Honey Creek (Menomonee Trib)
*Check wood alert!* Honey Creek Pkwy. to Menomonee R. (1.76+2.14 miles)
Trip Reports
Log in to add a reportJust a 'scouting' report to add some photos of this run.
As mentioned in the write-up, this urban creek is very flashy during significant rains. The attached annotated screen print shows just how flashy this can be. This was from a thunderstorm which dropped just over an inch of rain in about an hour.
This is why you ALWAYS want to scout as much of this run as possible (by getting out of your car various places alond the parkway road) before putting on! Snags such as this occur with alarming regularity between times this little run has enough water, and there are so few and such small eddies at runnable flows that it may take class IV skills to catch them.
This deadfall happened spring, 2013 and isn't going anywhere anytime soon. Experienced boaters with good skills, looking well enough downstream, should be able to catch eddies and may be able to limbo under the higher (river-left) end of things. However, debris could accumulate at any time, blocking off the viability of that maneuver! Do not put on the river without checking as many places as possible for reasonable passage.
Almost inexplicably, in this creek (and in too many other places), engineering firms are contracted to put gabions (wire baskets filled with rock) on streambanks in an attempt to control erosion. The problem is, almost everywhere I've seen them used, I've seen them fail, resulting in tangled wire in the river!
As Honey Creek runs to meet the Menomonee River, the right bank is a vertically stacked rock wall. A failed gabion lies square in the middle of the outflow right in the confluence currents. (No problem if you are right-side-up, but do not flip or roll here!)
Water quality: Terrible! Honey Creek has the highest median concentrations of E Coli of tested stream sites in Milwaukee County -- 1,900 colonies per 100 mL -- 200 col/100 mL is maximum acceptable for human contact (swimming).
Scenery: Mostly city cement, man-altered stream-bed, and 'tagging'.
'Whitewater' (in the first half of this reach) is created by 'hydraulic jumps' (cement ledges) which exist (as I understand it) to aerate the water and somehow/somewhat blow-off some of the downstream momentum.

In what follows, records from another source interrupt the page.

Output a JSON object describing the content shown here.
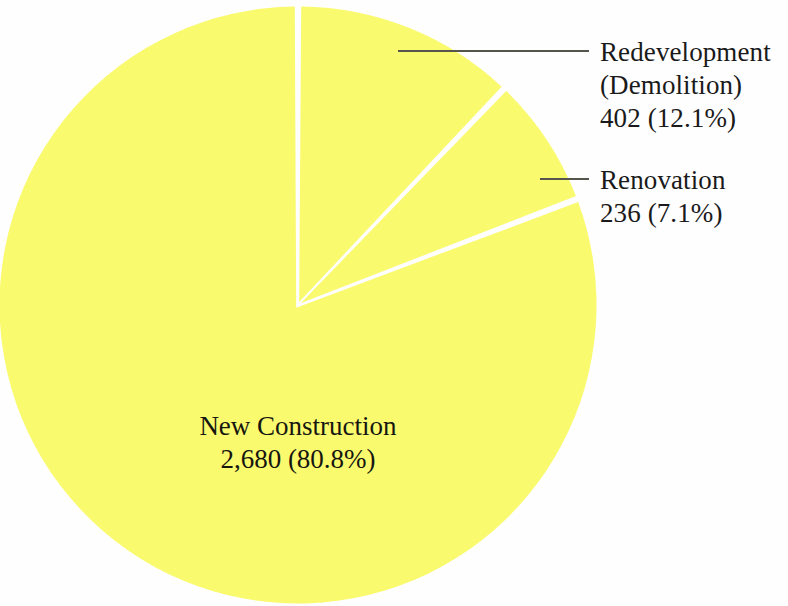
{
  "chart_data": {
    "type": "pie",
    "title": "",
    "subtitle": "",
    "xlabel": "",
    "ylabel": "",
    "legend_position": "none",
    "grid": false,
    "total": 3318,
    "start_angle_deg": 0,
    "direction": "clockwise",
    "categories": [
      "Redevelopment (Demolition)",
      "Renovation",
      "New Construction"
    ],
    "values": [
      402,
      236,
      2680
    ],
    "percentages": [
      12.1,
      7.1,
      80.8
    ],
    "slice_colors": [
      "#fafa6e",
      "#fafa6e",
      "#fafa6e"
    ],
    "separator_color": "#ffffff",
    "annotations": [
      {
        "name": "redevelopment",
        "value_label": "402 (12.1%)",
        "lines": [
          "Redevelopment",
          "(Demolition)",
          "402 (12.1%)"
        ],
        "placement": "outside",
        "leader": true
      },
      {
        "name": "renovation",
        "value_label": "236 (7.1%)",
        "lines": [
          "Renovation",
          "236 (7.1%)"
        ],
        "placement": "outside",
        "leader": true
      },
      {
        "name": "new_construction",
        "value_label": "2,680 (80.8%)",
        "lines": [
          "New Construction",
          "2,680 (80.8%)"
        ],
        "placement": "inside",
        "leader": false
      }
    ]
  },
  "chart": {
    "background_color": "#fefefe",
    "slice_fill": "#fafa6e",
    "text_color": "#1a1a1a",
    "leader_line_color": "#555550"
  },
  "labels": {
    "redevelopment": {
      "line1": "Redevelopment",
      "line2": "(Demolition)",
      "line3": "402 (12.1%)"
    },
    "renovation": {
      "line1": "Renovation",
      "line2": "236 (7.1%)"
    },
    "new_construction": {
      "line1": "New Construction",
      "line2": "2,680 (80.8%)"
    }
  }
}
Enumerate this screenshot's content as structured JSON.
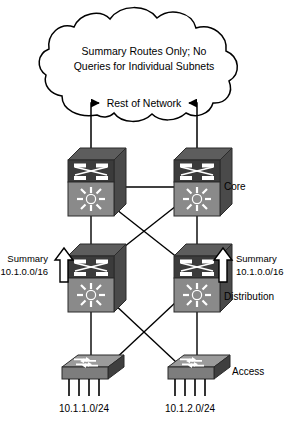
{
  "diagram": {
    "cloud": {
      "name": "network-cloud",
      "line1": "Summary Routes Only; No",
      "line2": "Queries for Individual Subnets",
      "rest_of_network_label": "Rest of Network"
    },
    "tiers": {
      "core_label": "Core",
      "distribution_label": "Distribution",
      "access_label": "Access"
    },
    "summary_annotations": [
      {
        "name": "summary-left",
        "line1": "Summary",
        "line2": "10.1.0.0/16",
        "arrow": "up-arrow-icon"
      },
      {
        "name": "summary-right",
        "line1": "Summary",
        "line2": "10.1.0.0/16",
        "arrow": "up-arrow-icon"
      }
    ],
    "subnets": [
      {
        "name": "subnet-left",
        "label": "10.1.1.0/24"
      },
      {
        "name": "subnet-right",
        "label": "10.1.2.0/24"
      }
    ],
    "devices": [
      {
        "name": "core-switch-left",
        "type": "multilayer-switch",
        "tier": "core"
      },
      {
        "name": "core-switch-right",
        "type": "multilayer-switch",
        "tier": "core"
      },
      {
        "name": "distribution-switch-left",
        "type": "multilayer-switch",
        "tier": "distribution"
      },
      {
        "name": "distribution-switch-right",
        "type": "multilayer-switch",
        "tier": "distribution"
      },
      {
        "name": "access-switch-left",
        "type": "workgroup-switch",
        "tier": "access"
      },
      {
        "name": "access-switch-right",
        "type": "workgroup-switch",
        "tier": "access"
      }
    ],
    "colors": {
      "line": "#000000",
      "cloud_fill": "#ffffff",
      "device_dark": "#3a3a3a",
      "device_mid": "#6e6e6e",
      "device_light": "#9a9a9a",
      "device_top": "#8d8d8d",
      "arrow_fill": "#ffffff",
      "background": "#ffffff"
    }
  }
}
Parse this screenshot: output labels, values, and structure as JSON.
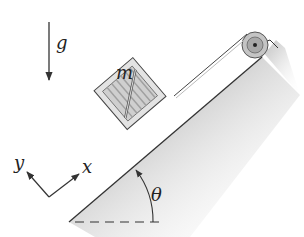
{
  "diagram": {
    "labels": {
      "gravity": "g",
      "mass": "m",
      "x_axis": "x",
      "y_axis": "y",
      "angle": "θ"
    },
    "colors": {
      "line": "#333333",
      "crate_fill": "#d9d9d9",
      "crate_frame": "#bdbdbd",
      "incline_shade": "#9a9a9a",
      "pulley": "#bfbfbf"
    }
  }
}
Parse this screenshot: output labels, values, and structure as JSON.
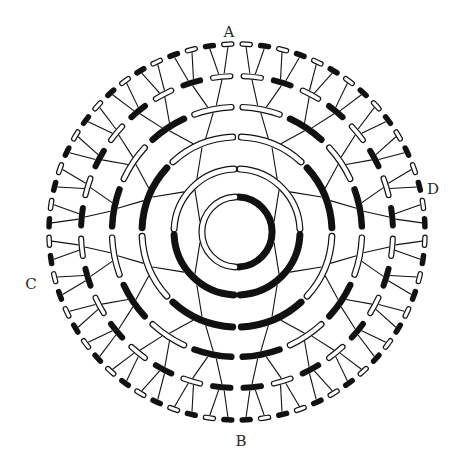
{
  "figure": {
    "type": "circular-binary-tree",
    "levels": 6,
    "segments_per_level": [
      2,
      4,
      8,
      16,
      32,
      64
    ],
    "ring1_colors": {
      "left": "white",
      "right": "black"
    },
    "rule": "Top half: segments alternate white/black starting with white next to the vertical axis; bottom half: alternate starting with black next to the vertical axis; each segment connects to its parent by a line.",
    "colors": {
      "ink": "#111111",
      "paper": "#ffffff"
    }
  },
  "labels": {
    "top": "A",
    "bottom": "B",
    "left": "C",
    "right": "D"
  }
}
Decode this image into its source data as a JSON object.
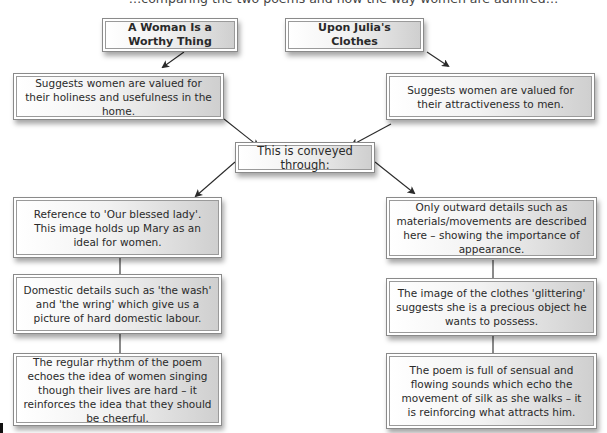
{
  "header": {
    "clipped_text": "…comparing the two poems and how the way women are admired…"
  },
  "diagram": {
    "poems": [
      {
        "title": "A Woman Is a Worthy Thing",
        "summary": "Suggests women are valued for their holiness and usefulness in the home."
      },
      {
        "title": "Upon Julia's Clothes",
        "summary": "Suggests women are valued for their attractiveness to men."
      }
    ],
    "connector": "This is conveyed through:",
    "left_column": [
      "Reference to 'Our blessed lady'. This image holds up Mary as an ideal for women.",
      "Domestic details such as 'the wash' and 'the wring' which give us a picture of hard domestic labour.",
      "The regular rhythm of the poem echoes the idea of women singing though their lives are hard – it reinforces the idea that they should be cheerful."
    ],
    "right_column": [
      "Only outward details such as materials/movements are described here – showing the importance of appearance.",
      "The image of the clothes 'glittering' suggests she is a precious object he wants to possess.",
      "The poem is full of sensual and flowing sounds which echo the movement of silk as she walks – it is reinforcing what attracts him."
    ]
  },
  "colors": {
    "border": "#8a8a8a",
    "arrow": "#2a2a2a",
    "gradient_light": "#ffffff",
    "gradient_dark": "#cfcfcf"
  }
}
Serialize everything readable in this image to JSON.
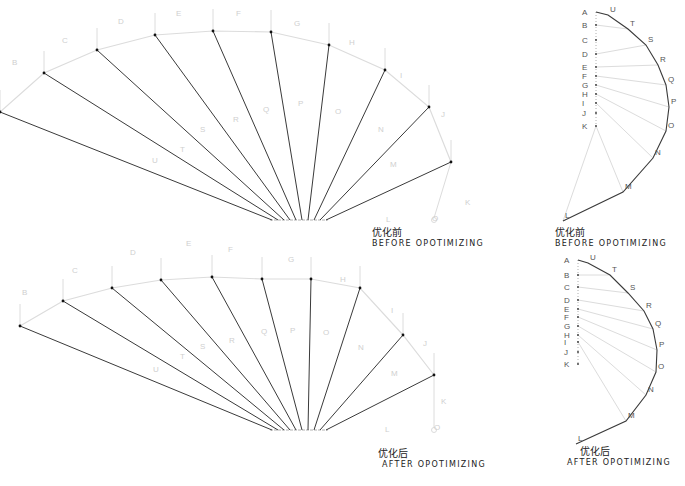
{
  "captions": {
    "before_zh": "优化前",
    "before_en": "BEFORE OPOTIMIZING",
    "after_zh": "优化后",
    "after_en": "AFTER OPOTIMIZING"
  },
  "colors": {
    "dark_line": "#3a3a3a",
    "light_line": "#dcdcdc",
    "label": "#cfcfcf",
    "label_dark": "#555555"
  },
  "diagrams": {
    "fan_before": {
      "hub": [
        [
          272,
          220
        ],
        [
          278,
          220
        ],
        [
          284,
          220
        ],
        [
          290,
          220
        ],
        [
          296,
          220
        ],
        [
          302,
          220
        ],
        [
          308,
          220
        ],
        [
          314,
          220
        ],
        [
          320,
          220
        ],
        [
          326,
          220
        ]
      ],
      "nodes": [
        {
          "id": "A",
          "x": 0,
          "y": 112,
          "lx": 0,
          "ly": 0
        },
        {
          "id": "B",
          "x": 44,
          "y": 73,
          "lx": 12,
          "ly": 65
        },
        {
          "id": "C",
          "x": 97,
          "y": 50,
          "lx": 62,
          "ly": 43
        },
        {
          "id": "D",
          "x": 155,
          "y": 35,
          "lx": 118,
          "ly": 24
        },
        {
          "id": "E",
          "x": 213,
          "y": 31,
          "lx": 176,
          "ly": 16
        },
        {
          "id": "F",
          "x": 271,
          "y": 32,
          "lx": 236,
          "ly": 16
        },
        {
          "id": "G",
          "x": 329,
          "y": 45,
          "lx": 294,
          "ly": 26
        },
        {
          "id": "H",
          "x": 385,
          "y": 70,
          "lx": 349,
          "ly": 45
        },
        {
          "id": "I",
          "x": 429,
          "y": 107,
          "lx": 400,
          "ly": 78
        },
        {
          "id": "J",
          "x": 451,
          "y": 162,
          "lx": 441,
          "ly": 117
        }
      ],
      "inner_labels": [
        {
          "t": "U",
          "x": 152,
          "y": 163
        },
        {
          "t": "T",
          "x": 180,
          "y": 152
        },
        {
          "t": "S",
          "x": 200,
          "y": 132
        },
        {
          "t": "R",
          "x": 233,
          "y": 122
        },
        {
          "t": "Q",
          "x": 263,
          "y": 112
        },
        {
          "t": "P",
          "x": 298,
          "y": 106
        },
        {
          "t": "O",
          "x": 335,
          "y": 114
        },
        {
          "t": "N",
          "x": 378,
          "y": 132
        },
        {
          "t": "M",
          "x": 390,
          "y": 167
        },
        {
          "t": "L",
          "x": 386,
          "y": 222
        },
        {
          "t": "K",
          "x": 465,
          "y": 205
        },
        {
          "t": "O",
          "x": 432,
          "y": 221
        }
      ],
      "tail": {
        "x1": 451,
        "y1": 162,
        "x2": 434,
        "y2": 218
      }
    },
    "fan_after": {
      "hub": [
        [
          272,
          430
        ],
        [
          278,
          430
        ],
        [
          284,
          430
        ],
        [
          290,
          430
        ],
        [
          296,
          430
        ],
        [
          302,
          430
        ],
        [
          308,
          430
        ],
        [
          314,
          430
        ],
        [
          320,
          430
        ],
        [
          326,
          430
        ]
      ],
      "nodes": [
        {
          "id": "A",
          "x": 20,
          "y": 326,
          "lx": 0,
          "ly": 0
        },
        {
          "id": "B",
          "x": 63,
          "y": 301,
          "lx": 22,
          "ly": 295
        },
        {
          "id": "C",
          "x": 112,
          "y": 288,
          "lx": 72,
          "ly": 273
        },
        {
          "id": "D",
          "x": 161,
          "y": 280,
          "lx": 130,
          "ly": 255
        },
        {
          "id": "E",
          "x": 212,
          "y": 277,
          "lx": 186,
          "ly": 246
        },
        {
          "id": "F",
          "x": 262,
          "y": 279,
          "lx": 228,
          "ly": 252
        },
        {
          "id": "G",
          "x": 311,
          "y": 279,
          "lx": 288,
          "ly": 262
        },
        {
          "id": "H",
          "x": 360,
          "y": 288,
          "lx": 340,
          "ly": 282
        },
        {
          "id": "I",
          "x": 403,
          "y": 335,
          "lx": 391,
          "ly": 313
        },
        {
          "id": "J",
          "x": 434,
          "y": 375,
          "lx": 423,
          "ly": 346
        }
      ],
      "inner_labels": [
        {
          "t": "U",
          "x": 153,
          "y": 372
        },
        {
          "t": "T",
          "x": 180,
          "y": 359
        },
        {
          "t": "S",
          "x": 200,
          "y": 349
        },
        {
          "t": "R",
          "x": 229,
          "y": 343
        },
        {
          "t": "Q",
          "x": 261,
          "y": 334
        },
        {
          "t": "P",
          "x": 290,
          "y": 333
        },
        {
          "t": "O",
          "x": 323,
          "y": 335
        },
        {
          "t": "N",
          "x": 358,
          "y": 350
        },
        {
          "t": "M",
          "x": 391,
          "y": 376
        },
        {
          "t": "L",
          "x": 385,
          "y": 432
        },
        {
          "t": "K",
          "x": 441,
          "y": 404
        },
        {
          "t": "O",
          "x": 434,
          "y": 430
        }
      ],
      "tail": {
        "x1": 434,
        "y1": 375,
        "x2": 434,
        "y2": 428
      }
    },
    "arc_before": {
      "spine": {
        "x": 596,
        "labels": [
          {
            "t": "A",
            "y": 12
          },
          {
            "t": "B",
            "y": 25
          },
          {
            "t": "C",
            "y": 40
          },
          {
            "t": "D",
            "y": 54
          },
          {
            "t": "E",
            "y": 67
          },
          {
            "t": "F",
            "y": 76
          },
          {
            "t": "G",
            "y": 85
          },
          {
            "t": "H",
            "y": 94
          },
          {
            "t": "I",
            "y": 103
          },
          {
            "t": "J",
            "y": 113
          },
          {
            "t": "K",
            "y": 126
          }
        ]
      },
      "arc": [
        {
          "t": "U",
          "x": 610,
          "y": 12
        },
        {
          "t": "T",
          "x": 630,
          "y": 26
        },
        {
          "t": "S",
          "x": 648,
          "y": 42
        },
        {
          "t": "R",
          "x": 660,
          "y": 62
        },
        {
          "t": "Q",
          "x": 668,
          "y": 82
        },
        {
          "t": "P",
          "x": 671,
          "y": 104
        },
        {
          "t": "O",
          "x": 668,
          "y": 128
        },
        {
          "t": "N",
          "x": 655,
          "y": 155
        },
        {
          "t": "M",
          "x": 625,
          "y": 189
        },
        {
          "t": "L",
          "x": 565,
          "y": 218
        }
      ],
      "spokes": [
        {
          "from": "B",
          "to": "T"
        },
        {
          "from": "D",
          "to": "S"
        },
        {
          "from": "E",
          "to": "R"
        },
        {
          "from": "F",
          "to": "Q"
        },
        {
          "from": "G",
          "to": "P"
        },
        {
          "from": "H",
          "to": "O"
        },
        {
          "from": "I",
          "to": "N"
        },
        {
          "from": "K",
          "to": "M"
        },
        {
          "from": "K",
          "to": "L"
        }
      ]
    },
    "arc_after": {
      "spine": {
        "x": 578,
        "labels": [
          {
            "t": "A",
            "y": 260
          },
          {
            "t": "B",
            "y": 275
          },
          {
            "t": "C",
            "y": 287
          },
          {
            "t": "D",
            "y": 300
          },
          {
            "t": "E",
            "y": 309
          },
          {
            "t": "F",
            "y": 317
          },
          {
            "t": "G",
            "y": 326
          },
          {
            "t": "H",
            "y": 335
          },
          {
            "t": "I",
            "y": 342
          },
          {
            "t": "J",
            "y": 352
          },
          {
            "t": "K",
            "y": 364
          }
        ]
      },
      "arc": [
        {
          "t": "U",
          "x": 590,
          "y": 260
        },
        {
          "t": "T",
          "x": 612,
          "y": 272
        },
        {
          "t": "S",
          "x": 630,
          "y": 290
        },
        {
          "t": "R",
          "x": 646,
          "y": 308
        },
        {
          "t": "Q",
          "x": 655,
          "y": 326
        },
        {
          "t": "P",
          "x": 659,
          "y": 347
        },
        {
          "t": "O",
          "x": 658,
          "y": 369
        },
        {
          "t": "N",
          "x": 648,
          "y": 392
        },
        {
          "t": "M",
          "x": 628,
          "y": 418
        },
        {
          "t": "L",
          "x": 578,
          "y": 441
        }
      ],
      "spokes": [
        {
          "from": "B",
          "to": "T"
        },
        {
          "from": "C",
          "to": "S"
        },
        {
          "from": "D",
          "to": "R"
        },
        {
          "from": "E",
          "to": "Q"
        },
        {
          "from": "F",
          "to": "P"
        },
        {
          "from": "G",
          "to": "O"
        },
        {
          "from": "H",
          "to": "N"
        },
        {
          "from": "I",
          "to": "M"
        }
      ]
    }
  }
}
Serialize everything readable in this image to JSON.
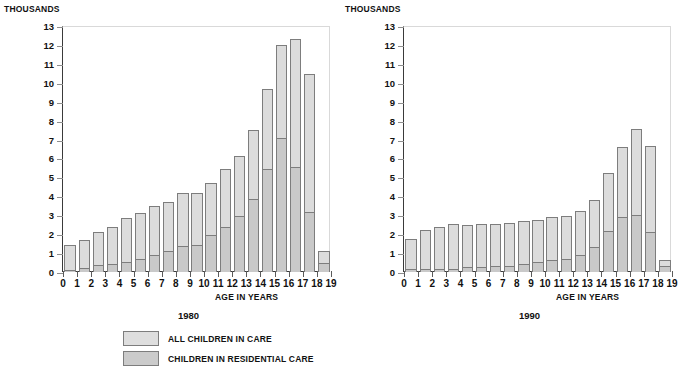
{
  "figure": {
    "units_label": "THOUSANDS",
    "x_axis_title": "AGE IN YEARS",
    "y_ticks": [
      13,
      12,
      11,
      10,
      9,
      8,
      7,
      6,
      5,
      4,
      3,
      2,
      1,
      0
    ],
    "x_ticks": [
      0,
      1,
      2,
      3,
      4,
      5,
      6,
      7,
      8,
      9,
      10,
      11,
      12,
      13,
      14,
      15,
      16,
      17,
      18,
      19
    ],
    "colors": {
      "all_children": "#dcdcdc",
      "residential": "#c9c9c9",
      "bar_outline": "#7d7d7d",
      "axis": "#3a3a3a",
      "text": "#111111"
    }
  },
  "legend": {
    "position": "bottom-center",
    "entries": [
      {
        "label": "ALL CHILDREN IN CARE",
        "color": "#dedede"
      },
      {
        "label": "CHILDREN IN RESIDENTIAL CARE",
        "color": "#cbcbcb"
      }
    ]
  },
  "panels": [
    {
      "caption": "1980",
      "units_label": "THOUSANDS",
      "x_axis_title": "AGE IN YEARS"
    },
    {
      "caption": "1990",
      "units_label": "THOUSANDS",
      "x_axis_title": "AGE IN YEARS"
    }
  ],
  "chart_data": [
    {
      "type": "bar",
      "title": "1980",
      "subtitle": "",
      "xlabel": "AGE IN YEARS",
      "ylabel": "THOUSANDS",
      "ylim": [
        0,
        13
      ],
      "xlim": [
        0,
        19
      ],
      "grid": false,
      "stacked": true,
      "legend_position": "bottom-center",
      "categories": [
        0,
        1,
        2,
        3,
        4,
        5,
        6,
        7,
        8,
        9,
        10,
        11,
        12,
        13,
        14,
        15,
        16,
        17,
        18
      ],
      "series": [
        {
          "name": "ALL CHILDREN IN CARE",
          "values": [
            1.35,
            1.62,
            2.08,
            2.35,
            2.78,
            3.05,
            3.42,
            3.65,
            4.1,
            4.12,
            4.65,
            5.4,
            6.1,
            7.45,
            9.6,
            11.95,
            12.25,
            10.4,
            1.05
          ]
        },
        {
          "name": "CHILDREN IN RESIDENTIAL CARE",
          "values": [
            0.1,
            0.2,
            0.38,
            0.42,
            0.55,
            0.68,
            0.92,
            1.12,
            1.38,
            1.45,
            1.95,
            2.4,
            2.98,
            3.88,
            5.42,
            7.1,
            5.55,
            3.15,
            0.48
          ]
        }
      ]
    },
    {
      "type": "bar",
      "title": "1990",
      "subtitle": "",
      "xlabel": "AGE IN YEARS",
      "ylabel": "THOUSANDS",
      "ylim": [
        0,
        13
      ],
      "xlim": [
        0,
        19
      ],
      "grid": false,
      "stacked": true,
      "legend_position": "bottom-center",
      "categories": [
        0,
        1,
        2,
        3,
        4,
        5,
        6,
        7,
        8,
        9,
        10,
        11,
        12,
        13,
        14,
        15,
        16,
        17,
        18
      ],
      "series": [
        {
          "name": "ALL CHILDREN IN CARE",
          "values": [
            1.7,
            2.15,
            2.3,
            2.48,
            2.45,
            2.48,
            2.48,
            2.52,
            2.62,
            2.68,
            2.88,
            2.93,
            3.18,
            3.75,
            5.18,
            6.55,
            7.48,
            6.6,
            0.58
          ]
        },
        {
          "name": "CHILDREN IN RESIDENTIAL CARE",
          "values": [
            0.15,
            0.15,
            0.15,
            0.16,
            0.25,
            0.25,
            0.3,
            0.32,
            0.42,
            0.52,
            0.62,
            0.68,
            0.88,
            1.32,
            2.15,
            2.9,
            3.02,
            2.1,
            0.3
          ]
        }
      ]
    }
  ]
}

As mentioned in the full write-up, at times of heavy rains, while there are no known outflow points on THIS section of river, the Menomonee is VERY LIKELY to suffer from Combined Sewer Overflow (CSO) at times that this sections is runnable. It is recommended that you check the MMSD website *********** http://www.mmsd.com/v2/news/overflow\_advisory.cfm *********** for conditions before running this reach
when there have been heavy rains, then decide for yourself if you wish to risk boating in the (diluted) sewage affecting this river. Areas affected should generally be clear (of the bulk of that specific contamination) a couple days after the CSO ends. However, that will be to late to matter, as both these reaches (Honey and MenTosa) will generally have dropped to non-boatable levels by then.